KEY POINTS:
The United States sub-prime crisis is taking a big bite out of returns for the New Zealand Superannuation or "Cullen" Fund with investments in US financial stocks and banks being hit particularly hard.
The fund, set up in 2003 to help meet the cost of providing New Zealanders with retirement income over the long term, released November performance figures yesterday showing a negative 3.52 per cent return for the month and a negative 0.8 per cent return over the financial year to date.
Given the dismal performance of equity markets around the world, including those in the US where the fund has about 42.5 per cent of its cash invested, it looks likely the fund will report further losses over coming months.
US stocks, particularly those in the finance sector where the fund has some large holdings, have continued to suffer as more bad news about institutions' exposure to the sub-prime crisis have emerged. And the US economy looks in danger of slipping into recession.
Hardest hit have been mortgage lenders including Countrywide Financial, which has been in free-fall on rumours of imminent receivership.
Its shares were trading at US$36.35 on June 29 last year, at which point the Super Fund's stake in the company was worth $11.43 million.
On Thursday Countrywide's shares were at US$7.75 and the same stake would have been worth just $2.4 million. A spokesman for the fund, which is operating on a skeleton staff because of holidays, was unable to say whether the fund had reduced its exposure to the US market or the most vulnerable stocks on it. "We run an outsourced manager mandate programme and we don't comment on their investment decisions."
As at the end of November, the fund had an overall value of $13.68 billion, down from $14.01 billion in October, despite fortnightly Government injections which total about $2 billion a year.
November's losses take the fund's overall return on investments since the start of its financial year in July to negative 0.8 per cent.
The fund's guardians have been instructed by the Government to achieve a pre-tax return at least 2.5 percentage points over a "risk free" rate set by New Zealand Treasury bills. During the year so far, it has underperformed that target by 3.92 percentage points.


**Work instruction**
Filter the entries, keeping every line with the word "stages".

**Extracts from a graphics dataset**
^^^^^^^^^^^^^^^^

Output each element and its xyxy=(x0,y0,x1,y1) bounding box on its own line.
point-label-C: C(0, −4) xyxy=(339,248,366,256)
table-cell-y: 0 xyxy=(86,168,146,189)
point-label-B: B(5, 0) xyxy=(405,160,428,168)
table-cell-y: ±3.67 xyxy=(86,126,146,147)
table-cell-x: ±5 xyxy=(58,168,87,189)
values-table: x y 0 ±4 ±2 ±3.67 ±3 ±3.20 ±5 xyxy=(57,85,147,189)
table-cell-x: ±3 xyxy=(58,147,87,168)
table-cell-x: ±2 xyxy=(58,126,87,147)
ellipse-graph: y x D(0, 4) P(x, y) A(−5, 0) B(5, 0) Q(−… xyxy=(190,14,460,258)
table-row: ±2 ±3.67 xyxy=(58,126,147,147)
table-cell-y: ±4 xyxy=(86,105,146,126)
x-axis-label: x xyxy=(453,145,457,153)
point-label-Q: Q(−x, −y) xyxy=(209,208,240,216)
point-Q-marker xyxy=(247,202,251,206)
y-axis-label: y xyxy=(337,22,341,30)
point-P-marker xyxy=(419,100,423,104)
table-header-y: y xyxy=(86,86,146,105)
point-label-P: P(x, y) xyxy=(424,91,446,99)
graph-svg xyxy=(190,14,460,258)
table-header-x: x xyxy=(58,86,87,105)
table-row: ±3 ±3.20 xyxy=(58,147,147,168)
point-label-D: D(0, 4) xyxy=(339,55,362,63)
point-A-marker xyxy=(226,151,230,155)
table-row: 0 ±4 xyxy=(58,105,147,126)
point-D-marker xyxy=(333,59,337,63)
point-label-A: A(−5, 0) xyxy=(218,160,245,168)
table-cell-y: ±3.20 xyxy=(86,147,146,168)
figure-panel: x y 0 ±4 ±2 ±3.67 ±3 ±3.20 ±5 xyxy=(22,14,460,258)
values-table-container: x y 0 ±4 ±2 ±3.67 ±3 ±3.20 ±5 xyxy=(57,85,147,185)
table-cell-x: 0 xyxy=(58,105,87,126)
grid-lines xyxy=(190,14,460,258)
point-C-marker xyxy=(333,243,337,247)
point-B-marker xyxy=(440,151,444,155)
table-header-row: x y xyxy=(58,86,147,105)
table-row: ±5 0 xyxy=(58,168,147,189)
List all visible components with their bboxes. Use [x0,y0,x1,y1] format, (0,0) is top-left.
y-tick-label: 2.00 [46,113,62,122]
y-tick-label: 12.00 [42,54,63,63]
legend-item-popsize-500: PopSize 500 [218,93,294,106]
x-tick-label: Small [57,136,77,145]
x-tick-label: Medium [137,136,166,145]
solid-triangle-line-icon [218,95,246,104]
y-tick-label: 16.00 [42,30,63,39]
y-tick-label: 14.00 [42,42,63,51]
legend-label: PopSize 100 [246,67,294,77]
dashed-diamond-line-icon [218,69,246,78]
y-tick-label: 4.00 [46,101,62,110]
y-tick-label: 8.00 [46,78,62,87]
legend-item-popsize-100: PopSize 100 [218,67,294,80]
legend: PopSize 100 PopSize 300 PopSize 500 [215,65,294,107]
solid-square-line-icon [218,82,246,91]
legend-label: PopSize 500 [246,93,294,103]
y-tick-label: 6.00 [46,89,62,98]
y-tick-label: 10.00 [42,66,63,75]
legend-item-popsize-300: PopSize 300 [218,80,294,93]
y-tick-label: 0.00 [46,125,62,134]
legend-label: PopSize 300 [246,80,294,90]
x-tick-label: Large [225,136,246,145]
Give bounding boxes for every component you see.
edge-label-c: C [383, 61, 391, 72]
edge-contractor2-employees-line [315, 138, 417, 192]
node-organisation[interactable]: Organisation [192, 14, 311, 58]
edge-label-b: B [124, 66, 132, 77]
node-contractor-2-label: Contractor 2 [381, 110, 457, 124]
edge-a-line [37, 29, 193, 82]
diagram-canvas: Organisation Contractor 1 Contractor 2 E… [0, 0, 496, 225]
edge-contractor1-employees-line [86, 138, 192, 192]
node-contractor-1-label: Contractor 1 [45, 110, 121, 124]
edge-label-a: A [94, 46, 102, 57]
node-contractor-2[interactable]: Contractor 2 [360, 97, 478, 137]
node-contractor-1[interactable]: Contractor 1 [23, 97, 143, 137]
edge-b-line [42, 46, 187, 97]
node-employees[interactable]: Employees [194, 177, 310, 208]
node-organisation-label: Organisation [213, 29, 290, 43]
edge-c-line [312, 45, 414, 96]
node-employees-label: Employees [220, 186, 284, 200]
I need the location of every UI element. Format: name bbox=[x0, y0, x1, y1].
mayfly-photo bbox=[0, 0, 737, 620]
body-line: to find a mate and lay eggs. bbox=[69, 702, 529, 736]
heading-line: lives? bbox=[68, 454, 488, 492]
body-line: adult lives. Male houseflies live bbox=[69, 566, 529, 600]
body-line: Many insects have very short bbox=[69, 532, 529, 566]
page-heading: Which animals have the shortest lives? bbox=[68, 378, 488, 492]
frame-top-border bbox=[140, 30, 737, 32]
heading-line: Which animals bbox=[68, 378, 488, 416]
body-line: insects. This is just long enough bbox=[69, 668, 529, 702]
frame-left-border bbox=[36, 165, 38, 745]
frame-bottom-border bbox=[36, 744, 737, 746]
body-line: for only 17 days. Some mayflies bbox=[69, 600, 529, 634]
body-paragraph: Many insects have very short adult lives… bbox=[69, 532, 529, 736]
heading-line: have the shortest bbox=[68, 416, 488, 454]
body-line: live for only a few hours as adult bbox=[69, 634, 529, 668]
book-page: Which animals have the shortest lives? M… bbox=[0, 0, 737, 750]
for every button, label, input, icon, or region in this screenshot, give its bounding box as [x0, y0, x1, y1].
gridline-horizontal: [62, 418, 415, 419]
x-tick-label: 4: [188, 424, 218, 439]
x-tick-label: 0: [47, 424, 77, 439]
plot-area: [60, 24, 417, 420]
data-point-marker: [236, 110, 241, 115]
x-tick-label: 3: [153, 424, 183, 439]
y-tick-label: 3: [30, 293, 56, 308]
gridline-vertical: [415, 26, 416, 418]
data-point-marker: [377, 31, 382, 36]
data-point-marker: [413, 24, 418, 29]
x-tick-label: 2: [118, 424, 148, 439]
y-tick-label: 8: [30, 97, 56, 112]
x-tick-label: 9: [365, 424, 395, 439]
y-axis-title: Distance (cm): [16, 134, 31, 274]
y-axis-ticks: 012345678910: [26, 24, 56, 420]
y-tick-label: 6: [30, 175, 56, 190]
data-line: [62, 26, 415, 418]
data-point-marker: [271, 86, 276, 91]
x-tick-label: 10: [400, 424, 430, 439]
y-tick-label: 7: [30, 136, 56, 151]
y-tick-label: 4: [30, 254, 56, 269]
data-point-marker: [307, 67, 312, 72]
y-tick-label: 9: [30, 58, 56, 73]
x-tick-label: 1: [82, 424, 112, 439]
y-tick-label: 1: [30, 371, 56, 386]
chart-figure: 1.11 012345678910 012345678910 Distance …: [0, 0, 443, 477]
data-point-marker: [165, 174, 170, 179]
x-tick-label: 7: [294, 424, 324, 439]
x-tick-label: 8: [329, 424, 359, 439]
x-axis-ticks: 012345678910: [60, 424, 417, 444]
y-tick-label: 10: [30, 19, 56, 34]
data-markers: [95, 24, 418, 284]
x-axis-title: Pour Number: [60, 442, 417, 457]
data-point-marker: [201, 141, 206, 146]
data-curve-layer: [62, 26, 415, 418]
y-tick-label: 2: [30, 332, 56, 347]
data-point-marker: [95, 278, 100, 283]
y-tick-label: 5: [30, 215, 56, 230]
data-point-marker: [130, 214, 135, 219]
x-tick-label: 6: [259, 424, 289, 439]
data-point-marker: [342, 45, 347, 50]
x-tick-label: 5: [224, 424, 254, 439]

^^^^^^^^^^^^^^^^

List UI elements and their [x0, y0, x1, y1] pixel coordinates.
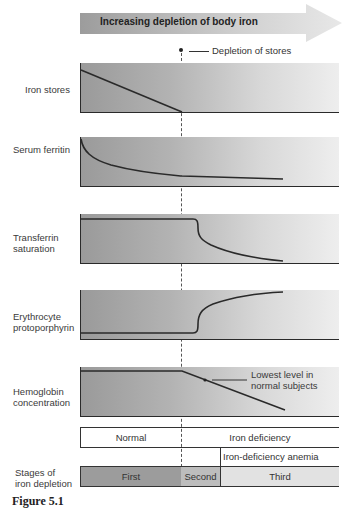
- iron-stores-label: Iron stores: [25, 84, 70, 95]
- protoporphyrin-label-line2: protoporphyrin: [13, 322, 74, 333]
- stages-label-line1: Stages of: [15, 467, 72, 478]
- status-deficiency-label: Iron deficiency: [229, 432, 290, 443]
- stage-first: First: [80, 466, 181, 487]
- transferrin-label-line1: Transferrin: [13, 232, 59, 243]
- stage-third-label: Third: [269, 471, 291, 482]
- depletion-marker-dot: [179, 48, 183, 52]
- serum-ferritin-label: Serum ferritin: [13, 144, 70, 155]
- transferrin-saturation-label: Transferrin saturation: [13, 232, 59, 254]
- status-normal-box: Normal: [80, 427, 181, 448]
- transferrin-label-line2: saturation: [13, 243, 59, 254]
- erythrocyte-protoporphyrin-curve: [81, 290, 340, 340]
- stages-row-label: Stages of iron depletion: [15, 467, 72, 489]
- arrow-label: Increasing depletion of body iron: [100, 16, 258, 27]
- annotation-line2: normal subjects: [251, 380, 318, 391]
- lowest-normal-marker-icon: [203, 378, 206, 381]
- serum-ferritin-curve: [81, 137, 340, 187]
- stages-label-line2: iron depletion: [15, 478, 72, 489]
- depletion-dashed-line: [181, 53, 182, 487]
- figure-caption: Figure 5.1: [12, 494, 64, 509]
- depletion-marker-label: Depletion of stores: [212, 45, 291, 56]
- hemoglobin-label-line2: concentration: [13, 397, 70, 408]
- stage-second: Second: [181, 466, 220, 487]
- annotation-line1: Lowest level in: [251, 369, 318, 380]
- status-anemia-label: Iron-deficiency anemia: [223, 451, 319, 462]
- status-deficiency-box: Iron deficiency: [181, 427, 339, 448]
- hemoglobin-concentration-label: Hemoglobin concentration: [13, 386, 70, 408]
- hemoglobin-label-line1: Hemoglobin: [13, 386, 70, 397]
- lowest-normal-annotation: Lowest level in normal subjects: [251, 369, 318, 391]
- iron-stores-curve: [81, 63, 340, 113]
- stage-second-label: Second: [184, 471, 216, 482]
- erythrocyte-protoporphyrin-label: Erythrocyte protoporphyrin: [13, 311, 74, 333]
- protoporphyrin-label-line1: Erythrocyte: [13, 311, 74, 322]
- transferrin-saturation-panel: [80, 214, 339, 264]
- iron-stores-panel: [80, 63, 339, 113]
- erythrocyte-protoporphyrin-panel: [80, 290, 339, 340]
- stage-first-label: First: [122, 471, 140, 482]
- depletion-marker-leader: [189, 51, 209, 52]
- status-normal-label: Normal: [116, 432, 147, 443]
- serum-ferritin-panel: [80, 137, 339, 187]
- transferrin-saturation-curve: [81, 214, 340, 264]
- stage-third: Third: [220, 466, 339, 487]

^^^^^^^^^^^^^^^^

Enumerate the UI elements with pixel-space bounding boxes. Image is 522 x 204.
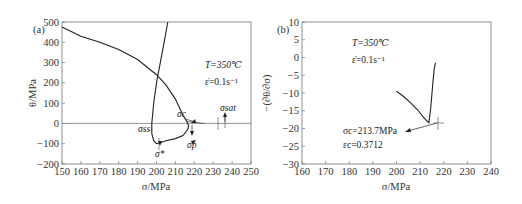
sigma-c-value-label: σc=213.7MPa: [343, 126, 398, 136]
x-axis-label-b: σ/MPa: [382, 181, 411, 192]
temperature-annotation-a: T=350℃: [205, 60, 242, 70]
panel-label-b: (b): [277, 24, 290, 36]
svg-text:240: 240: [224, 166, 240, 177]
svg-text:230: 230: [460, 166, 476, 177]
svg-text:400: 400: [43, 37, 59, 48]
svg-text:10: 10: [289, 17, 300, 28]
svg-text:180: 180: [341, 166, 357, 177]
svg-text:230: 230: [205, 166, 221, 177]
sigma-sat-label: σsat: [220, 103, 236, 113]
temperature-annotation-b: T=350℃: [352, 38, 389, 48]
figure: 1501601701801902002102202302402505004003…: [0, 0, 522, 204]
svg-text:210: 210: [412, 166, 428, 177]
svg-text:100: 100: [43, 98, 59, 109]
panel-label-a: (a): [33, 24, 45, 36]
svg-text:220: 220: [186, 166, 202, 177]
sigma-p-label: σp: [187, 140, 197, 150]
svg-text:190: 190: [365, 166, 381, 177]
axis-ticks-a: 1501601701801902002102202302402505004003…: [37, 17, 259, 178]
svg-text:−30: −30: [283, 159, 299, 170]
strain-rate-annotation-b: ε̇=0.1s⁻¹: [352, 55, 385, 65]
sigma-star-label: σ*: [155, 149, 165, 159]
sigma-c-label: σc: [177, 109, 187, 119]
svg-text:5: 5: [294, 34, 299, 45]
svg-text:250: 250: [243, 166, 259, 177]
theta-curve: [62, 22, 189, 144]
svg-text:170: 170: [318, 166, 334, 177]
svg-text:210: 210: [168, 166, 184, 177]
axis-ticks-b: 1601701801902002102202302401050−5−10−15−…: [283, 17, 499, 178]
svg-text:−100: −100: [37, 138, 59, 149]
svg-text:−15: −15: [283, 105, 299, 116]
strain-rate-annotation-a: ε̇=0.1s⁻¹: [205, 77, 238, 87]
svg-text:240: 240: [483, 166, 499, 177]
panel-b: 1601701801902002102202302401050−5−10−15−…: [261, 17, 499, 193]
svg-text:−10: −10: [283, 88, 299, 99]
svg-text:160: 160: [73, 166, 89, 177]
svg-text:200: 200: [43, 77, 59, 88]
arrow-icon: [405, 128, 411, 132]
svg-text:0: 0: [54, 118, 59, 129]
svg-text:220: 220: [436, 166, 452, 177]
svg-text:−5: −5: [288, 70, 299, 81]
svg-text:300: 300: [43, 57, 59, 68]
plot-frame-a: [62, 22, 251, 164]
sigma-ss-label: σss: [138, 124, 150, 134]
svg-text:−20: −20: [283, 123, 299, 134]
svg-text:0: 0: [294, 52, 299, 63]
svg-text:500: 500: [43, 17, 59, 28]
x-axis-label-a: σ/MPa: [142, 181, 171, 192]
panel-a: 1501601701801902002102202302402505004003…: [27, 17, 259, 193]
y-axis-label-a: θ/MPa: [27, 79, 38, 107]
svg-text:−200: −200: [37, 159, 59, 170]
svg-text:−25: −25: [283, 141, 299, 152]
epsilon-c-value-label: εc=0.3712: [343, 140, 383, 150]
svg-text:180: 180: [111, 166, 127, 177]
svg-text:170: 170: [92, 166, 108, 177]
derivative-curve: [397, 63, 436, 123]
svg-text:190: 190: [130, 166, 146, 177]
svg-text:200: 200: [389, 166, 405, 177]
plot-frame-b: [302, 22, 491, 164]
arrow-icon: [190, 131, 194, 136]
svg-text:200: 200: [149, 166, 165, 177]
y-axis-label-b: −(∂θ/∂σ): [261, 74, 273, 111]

^^^^^^^^^^^^^^^^

**Answer section**
- stages-label-line1: Stages of: [15, 467, 72, 478]
- stages-row-label: Stages of iron depletion: [15, 467, 72, 489]
- stages-label-line2: iron depletion: [15, 478, 72, 489]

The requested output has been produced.